Authors: John Norman

Tags: #Science Fiction, #Fiction, #General, #Fantasy, #Adventure, #Erotica

"The relationship," he told her, "is that of slave to master."

"No!" she cried.

"Strip," he said.

"Do so, immediately," I said to Boabissia, sternly.

Trembling she thrust down her dress over her hips, and stood then within it, it down about her ankles.

"Your sandals, too," I said, "quickly!"

Frightened she slipped from them, too. When a Gorean orders a woman to strip he means now, and completely, leaving not so much as a thread upon her body. She stood there, confused, trembling and terrified. Her clothing was about her feet. It was as though she stood in a tiny pond of cloth.

"What is going on?" asked Hurtha.

"Do not interfere," I said. "It is as I feared."

"Here," said the fellow. He indicated the book and the (pg. 300) disk which had been within it, and Boabissia's disk. I went to the table. I looked at the disk which had been taken from the book. There was a number on it, but the "Tau" on it was identical to what on Boabissia's disk. Keeping the place where lay the apparently pertinent entry I looked at the cover of the book. On it was a year number, one dating back twenty-two years, and two sets of numbers, separated by a span sign. I examined Boabissia's disk. The number on it fell between the two numbers on the book's cover. I then turned to the page to which the fellow had had the book opened earlier.

"See?" he asked.

"Yes," I said. There, at the head of one of the entries, identifying it, and correlated with it, was the number which had been on Boabissia's disk.

"The caravan in whose wreckage you were found," said the fellow to Boabissia, "was a slave caravan."

Boabissia looked at him, regarding him with horror. She then looked at Hurtha.

"When you were found I was only a small boy," said Hurtha. "I did not know what sort of caravan it was. I do not think any of the Alars did. Apparently when found it was in much ruin."

"It was not traveling publicly as a slave caravan," said the man. "It was not, for example, flying its blue and yellow silk. In this manner it had been thought that we might keep secret its cargo, hundreds of beautiful females, a certain lure to the lust and greed of raiders. Our strategem, however, it seems, was ineffectual.

Hurtha nodded.

"Was much left when the Alars came upon it?" he asked.

"No," said Hurtha. "I do not think so."

"I am not surprised," said the fellow. "The women, of course, would have been stolen. Doubtless they entertained their captors well, before being sold in a hundred markets."

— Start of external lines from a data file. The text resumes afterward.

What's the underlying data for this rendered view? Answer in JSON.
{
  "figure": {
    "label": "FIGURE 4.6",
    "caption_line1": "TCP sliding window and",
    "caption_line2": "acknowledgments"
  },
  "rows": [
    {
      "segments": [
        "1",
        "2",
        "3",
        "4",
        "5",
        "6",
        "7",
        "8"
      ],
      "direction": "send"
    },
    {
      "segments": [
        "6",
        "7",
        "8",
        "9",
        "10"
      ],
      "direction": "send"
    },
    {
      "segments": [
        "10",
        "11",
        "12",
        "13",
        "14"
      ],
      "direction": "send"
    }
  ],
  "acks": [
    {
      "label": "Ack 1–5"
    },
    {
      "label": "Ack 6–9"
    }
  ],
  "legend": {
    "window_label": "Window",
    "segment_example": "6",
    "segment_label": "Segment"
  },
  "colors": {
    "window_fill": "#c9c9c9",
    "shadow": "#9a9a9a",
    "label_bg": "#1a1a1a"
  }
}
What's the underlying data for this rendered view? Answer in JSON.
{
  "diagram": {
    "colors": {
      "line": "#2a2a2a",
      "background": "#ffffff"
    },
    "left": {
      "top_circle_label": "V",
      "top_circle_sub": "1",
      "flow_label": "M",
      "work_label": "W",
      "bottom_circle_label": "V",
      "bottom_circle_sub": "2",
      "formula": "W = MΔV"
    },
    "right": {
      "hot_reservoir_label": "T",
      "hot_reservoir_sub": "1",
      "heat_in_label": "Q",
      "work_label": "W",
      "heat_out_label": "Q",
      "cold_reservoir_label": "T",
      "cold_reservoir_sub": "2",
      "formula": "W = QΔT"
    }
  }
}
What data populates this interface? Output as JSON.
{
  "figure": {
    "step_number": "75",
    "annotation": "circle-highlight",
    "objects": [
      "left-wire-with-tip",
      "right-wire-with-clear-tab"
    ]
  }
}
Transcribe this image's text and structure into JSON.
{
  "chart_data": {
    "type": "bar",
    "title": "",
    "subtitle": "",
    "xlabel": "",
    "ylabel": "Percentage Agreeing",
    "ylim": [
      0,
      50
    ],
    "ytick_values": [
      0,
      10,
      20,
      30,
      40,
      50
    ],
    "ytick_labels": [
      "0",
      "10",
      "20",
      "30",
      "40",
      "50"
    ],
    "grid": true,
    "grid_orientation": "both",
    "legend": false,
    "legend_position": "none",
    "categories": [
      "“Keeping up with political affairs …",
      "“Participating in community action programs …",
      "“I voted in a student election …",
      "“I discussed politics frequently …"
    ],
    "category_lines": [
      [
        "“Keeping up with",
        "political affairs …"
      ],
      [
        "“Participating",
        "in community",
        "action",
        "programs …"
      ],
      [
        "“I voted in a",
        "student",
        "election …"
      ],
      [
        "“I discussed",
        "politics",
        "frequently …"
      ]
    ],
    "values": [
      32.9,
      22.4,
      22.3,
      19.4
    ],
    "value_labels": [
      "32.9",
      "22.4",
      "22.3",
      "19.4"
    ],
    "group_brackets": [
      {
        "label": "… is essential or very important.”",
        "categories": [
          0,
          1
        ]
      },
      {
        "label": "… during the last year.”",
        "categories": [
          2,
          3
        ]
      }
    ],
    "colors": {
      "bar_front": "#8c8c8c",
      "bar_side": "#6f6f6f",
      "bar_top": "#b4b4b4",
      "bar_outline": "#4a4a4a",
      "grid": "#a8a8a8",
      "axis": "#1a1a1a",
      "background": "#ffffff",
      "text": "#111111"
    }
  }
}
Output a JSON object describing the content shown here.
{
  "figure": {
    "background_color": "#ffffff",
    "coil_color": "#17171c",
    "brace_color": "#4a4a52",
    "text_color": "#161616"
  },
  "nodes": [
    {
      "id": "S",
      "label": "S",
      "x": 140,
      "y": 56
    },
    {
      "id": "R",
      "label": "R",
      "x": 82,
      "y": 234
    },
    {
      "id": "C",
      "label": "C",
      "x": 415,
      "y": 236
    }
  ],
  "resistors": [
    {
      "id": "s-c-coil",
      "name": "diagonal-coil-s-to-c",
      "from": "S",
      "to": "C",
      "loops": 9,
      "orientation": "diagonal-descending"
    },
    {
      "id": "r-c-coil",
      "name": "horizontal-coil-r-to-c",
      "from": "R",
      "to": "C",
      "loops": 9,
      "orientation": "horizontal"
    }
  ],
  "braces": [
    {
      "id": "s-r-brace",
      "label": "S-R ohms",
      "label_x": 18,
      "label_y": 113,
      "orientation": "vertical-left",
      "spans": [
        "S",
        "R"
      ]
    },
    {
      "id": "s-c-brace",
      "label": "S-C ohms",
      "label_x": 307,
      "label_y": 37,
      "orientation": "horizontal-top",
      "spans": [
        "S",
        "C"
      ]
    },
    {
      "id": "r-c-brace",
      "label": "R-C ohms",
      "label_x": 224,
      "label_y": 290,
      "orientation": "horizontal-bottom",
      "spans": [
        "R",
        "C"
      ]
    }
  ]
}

"I was only an infant," whispered Boabissia.

"That may be why you were left behind," said the man.

"I could have starved, or perished of exposure, or have been eaten by animals," she said.

(pg. 301) "Perhaps they did not find you," he said. "Perhaps, on the other hand, it was not of concern to them."

"Not of concern to them?" she asked, in horror.

"Of course not," he said. "Do not forget you were only then, as you are now, a slave."

She shuddered, her eyes wide with horror.

"Do not cover your breasts," he said. "Keep your arms at your sides."

She sobbed.

"It was my caravan," said the fellow. "I lost much on it. It took me five years to recover my losses."

"Your caravan?" whispered Boabissia. "What is your business?"

"I am a merchant of sorts," he said. "I deal in slaves, wholesale and retail, mostly female slaves.

"A lovely form of merchandise," I said.

"Yes," he said.

"But I was only an infant," whispered Boabissia.

"You were sold to my house in your infancy," he said.

"It is in the entry," I informed Boabissia. "Too, your slave number is in his house was the number on your disk."

"I was sold to you in my infancy?" said Boabissia.

"For three tarsk bits," he said.

"So little?" she said.

"You were an infant," he said.

"It is very little," she whispered.

"Would you rather have been exposed in the Voltai," he asked, "a wooden skewer through your heels?"

She shook her head, frightened.

"But why would I have been sold?" she asked.

"You were a female," he said. "Why not?"

The selling of infant daughters is not that unusual in large cities. Some women do it regularly. They make a practice of it, much as they might sell their hair to hair merchants or to the weavers of catapult ropes. Some women, it is rumored, hope for daughters, that they may sell to the slave trade. These women in effect, breed for slaves. Too, there is a common Gorean belief that females are natural slaves, a belief for which there is much evidence, incidentally, and in (pg. 302) the light of this belief some families would rather sell a daughter than raise her. Too, of course, daughters, unlike sons, are seldom economic assets to the family. Indeed they cannot even pass on the gens name. They can retain it in companionship, if they wish, if suitable contractual arrangements are secured, but they cannot pass it on. The survival of the name and the continuance of the patrilineal line are important to many Goreans.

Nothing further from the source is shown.